Home Science Sea Level A lesson on warming, from an icy river.

A lesson on warming, from an icy river.

In the wilds of the Canadian Yukon, nature has provided fresh evidence of the destructive power of humans, and a stark warning of the dangers billions of people may face.

During last year’s unusually warm spring, meltwater from the Kaskawulsh Glacier cut a canyon through the ice that diverted water from the Slims and Yukon Rivers, which flow north into the Bering Sea, into the Alsek River, flowing south into the Pacific Ocean. Where water once coursed through the Slims River basin, dry riverbeds are now subject to frequent dust storms.

This process of “river piracy” — in which one stream captures and diverts another — appears to be the first example of river piracy observed in modern times. What has normally taken thousands of years or longer in the geological past, took just a few months in the Slims River basin.

The implications are ominous for people around the world who depend on glacier-fed rivers for agriculture, industry and drinking water and add even more urgency to the need for reducing fossil-fuel emissions that cause climate change.

The scientists who published the report of the diversion in the journal Nature Geoscience this month warned that, as glaciers melt, “we may see differences in the river networks and where rivers decide to go.”

And glaciers are melting. In just three decades, the glaciers in Montana’s Glacier National Park may no longer exist, given the rate at which they are disappearing. The glaciers in the Himalayas that feed rivers that flow into China, India, Bangladesh and Pakistan are also receding at a rapid clip, as are glaciers in Europe. Melting glaciers are already putting millions of people at risk of floods, droughts and shrinking water supplies. They are also causing sea levels to rise, putting coastal areas around the world at risk of flooding and erosion.

And now we know, as the researchers put it, “Radical reorganizations of drainage can occur in a geologic instant, although they may also be driven by longer-term climate change.”

This report should serve as an urgent call to action, not only for carbon reduction, but also to consider the onerous emergency plans that will be needed should those crucial efforts fail.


| What needs to be done |
List each line of the data that holds the word "segment".

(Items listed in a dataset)
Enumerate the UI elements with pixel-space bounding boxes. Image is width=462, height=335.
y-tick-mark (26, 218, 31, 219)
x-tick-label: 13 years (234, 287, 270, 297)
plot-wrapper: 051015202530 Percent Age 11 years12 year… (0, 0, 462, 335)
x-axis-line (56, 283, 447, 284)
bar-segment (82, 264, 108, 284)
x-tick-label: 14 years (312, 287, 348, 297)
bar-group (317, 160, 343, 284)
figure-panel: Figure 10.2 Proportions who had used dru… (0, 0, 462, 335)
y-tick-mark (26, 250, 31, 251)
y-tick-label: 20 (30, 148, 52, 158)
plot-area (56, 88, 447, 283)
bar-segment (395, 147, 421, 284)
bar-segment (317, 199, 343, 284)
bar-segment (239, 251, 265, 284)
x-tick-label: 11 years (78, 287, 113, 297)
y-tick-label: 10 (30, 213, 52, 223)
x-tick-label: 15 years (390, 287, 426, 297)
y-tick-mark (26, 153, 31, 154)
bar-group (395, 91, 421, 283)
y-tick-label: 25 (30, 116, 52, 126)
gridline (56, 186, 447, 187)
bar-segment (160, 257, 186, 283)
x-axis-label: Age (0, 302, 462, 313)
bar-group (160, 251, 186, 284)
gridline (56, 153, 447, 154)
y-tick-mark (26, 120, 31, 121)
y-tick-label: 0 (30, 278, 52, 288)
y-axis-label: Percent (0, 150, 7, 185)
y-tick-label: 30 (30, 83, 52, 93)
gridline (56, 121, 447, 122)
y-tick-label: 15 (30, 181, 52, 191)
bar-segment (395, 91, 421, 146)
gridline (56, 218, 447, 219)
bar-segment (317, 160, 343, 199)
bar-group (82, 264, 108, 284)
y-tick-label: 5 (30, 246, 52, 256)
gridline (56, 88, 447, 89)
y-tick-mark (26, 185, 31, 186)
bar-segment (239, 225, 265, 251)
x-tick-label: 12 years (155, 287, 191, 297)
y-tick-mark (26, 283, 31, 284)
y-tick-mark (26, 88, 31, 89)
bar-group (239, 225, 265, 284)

| Solution to this task |
bar-segment (82, 264, 108, 284)
bar-segment (395, 147, 421, 284)
bar-segment (317, 199, 343, 284)
bar-segment (239, 251, 265, 284)
bar-segment (160, 257, 186, 283)
bar-segment (395, 91, 421, 146)
bar-segment (317, 160, 343, 199)
bar-segment (239, 225, 265, 251)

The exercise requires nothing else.